King's sacking of consort highlights power of Thai monarchy

<span>Photograph: Jewel Samad/AFP/Getty Images</span>
Photograph: Jewel Samad/AFP/Getty Images

When Thailand’s 67-year-old King Maha Vajiralongkorn stripped his royal consort of her titles on Monday, it sent shockwaves through Thai society. Sineenat Wongvajirapakdi had spent several years as a companion to the monarch alongside the now queen, but had only been given her official title in July.

The palace claimed her title was stripped because Sineenat, 34, tried to convince the king to elevate her to the same standing as his fourth wife and current queen, Suthida Tidjai, 41.

All images of her disappeared from the palace website and an unverified Instagram account in her name was shut down overnight.

Thai kings were historically polygamous, with consorts appointed in addition to queens, but until this year the title had not been used since the country became a constitutional monarchy in 1932.

While Sineenat was the first officially named consort to a Thai king since the 1920s, she was not the first woman in Vajiralongkorn’s life to lose her position. In 2014 he stripped Srirasmi Akrapongpreecha, his third wife, of most of her titles and had members of her family arrested. His second wife, Sujarinee Vivacharawongse, fled to the US after Vajiralongkorn denounced her in 1996 and disowned their four sons.

Vajiralongkorn and Sineenat in a photo released by the Thai royal palace in August
Vajiralongkorn and Sineenat in a photo released by the Thai royal palace in August. Photograph: Reuters

The king was able to do all this because he wields enormous power over politicians, the press and the legal system. Thailand’s draconian lèse-majesté laws make it illegal to criticise the monarchy to any degree.

According to her official royal biography, now removed from the palace website, Sineenat, nicknamed Koi, was formerly known as Niramon Ounprom. She was born in north Thailand’s Nan province on 26 January 1985. In 2008 she graduated with a nursing degree from Bangkok’s Royal Thai Army nursing college, then worked as a nurse at the Phramongkutklao and Ananda Mahidol hospitals.

In 2015 she signed up to the Ratchawallop police retainers, a unit acting as a pool of bodyguards to Vajiralongkorn that reportedly has hundreds of thousands of members. Sineenat received military training and obtained a private pilot’s licence.

By 2016, the year in which Vajiralongkorn became king, video and photos of him and Sineenat together in Germany started appearing online. They showed the pair wearing skimpy clothes and fake tattoos as they cruised malls and tourist spots.

Sineenat takes part in the cremation ceremony of Thailand’s late King Bhumibol Adulyadej
Sineenat takes part in the cremation ceremony of Thailand’s late King Bhumibol Adulyadej in Bangkok, October 2017. Photograph: Damir Šagolj/Reuters

Sineenat’s appointment on 28 July this year made Vajiralongkorn the first Thai monarch since King Rama VI, who ruled from 1910 to 1925, to publicly acknowledge multiple female companions. Her consort ceremony was followed by the palace releasing images of her piloting a military plane and shooting a gun. Such images previously had been reserved for the king’s close relatives, and they resembled the military-style photos of Queen Suthida released for her birthday.

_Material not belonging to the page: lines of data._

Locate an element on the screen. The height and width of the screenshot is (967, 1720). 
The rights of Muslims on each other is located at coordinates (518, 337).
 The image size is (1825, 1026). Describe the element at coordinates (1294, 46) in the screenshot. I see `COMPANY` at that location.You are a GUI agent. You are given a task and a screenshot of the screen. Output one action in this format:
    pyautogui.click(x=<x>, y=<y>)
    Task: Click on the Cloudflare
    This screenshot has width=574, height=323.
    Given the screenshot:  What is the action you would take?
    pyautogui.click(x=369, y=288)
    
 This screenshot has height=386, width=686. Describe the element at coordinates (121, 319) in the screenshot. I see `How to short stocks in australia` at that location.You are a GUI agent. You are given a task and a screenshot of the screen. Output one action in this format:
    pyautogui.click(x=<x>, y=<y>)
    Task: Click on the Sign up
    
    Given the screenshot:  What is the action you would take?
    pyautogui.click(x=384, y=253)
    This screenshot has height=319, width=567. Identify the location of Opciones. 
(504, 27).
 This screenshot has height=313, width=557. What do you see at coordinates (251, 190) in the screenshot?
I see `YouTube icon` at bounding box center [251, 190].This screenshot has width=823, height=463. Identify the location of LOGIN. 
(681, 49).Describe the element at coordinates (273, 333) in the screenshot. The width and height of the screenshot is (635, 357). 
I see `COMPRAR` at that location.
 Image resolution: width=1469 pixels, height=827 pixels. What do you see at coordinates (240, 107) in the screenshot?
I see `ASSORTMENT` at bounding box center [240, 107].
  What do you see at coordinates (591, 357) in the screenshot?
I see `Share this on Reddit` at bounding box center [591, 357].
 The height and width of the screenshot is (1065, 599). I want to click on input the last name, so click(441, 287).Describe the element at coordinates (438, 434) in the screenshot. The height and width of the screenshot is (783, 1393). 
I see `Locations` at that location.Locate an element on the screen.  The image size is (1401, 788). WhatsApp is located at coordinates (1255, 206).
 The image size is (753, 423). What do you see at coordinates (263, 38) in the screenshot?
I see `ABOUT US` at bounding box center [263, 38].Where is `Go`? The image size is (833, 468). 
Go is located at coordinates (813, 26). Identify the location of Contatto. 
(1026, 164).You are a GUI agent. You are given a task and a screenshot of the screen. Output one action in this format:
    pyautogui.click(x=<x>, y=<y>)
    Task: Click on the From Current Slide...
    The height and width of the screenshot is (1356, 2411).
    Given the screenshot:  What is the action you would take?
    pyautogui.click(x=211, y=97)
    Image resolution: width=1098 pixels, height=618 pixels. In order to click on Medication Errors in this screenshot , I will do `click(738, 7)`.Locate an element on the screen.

The palace said Sineenat had “expressed her opposition and exerted her pressure in every possible way” with regards to Suthida being crowned queen in May this year.

Vajiralongkorn’s power shows no sign of abating and he has proved to be an assertive constitutional monarch. His face peers from shrines and billboard advertisements in Bangkok, the latter placed by companies declaring loyalty. A schmaltzy video montage of the king growing up, featuring images of members of the public crawling at his feet, plays in cinemas before film screenings. Audience members are compelled to stand for it.

This month he demanded that some of Thailand’s most powerful army units come under his command, giving him military control unprecedented for a monarch in the country in modern times. This met almost no resistance in parliament.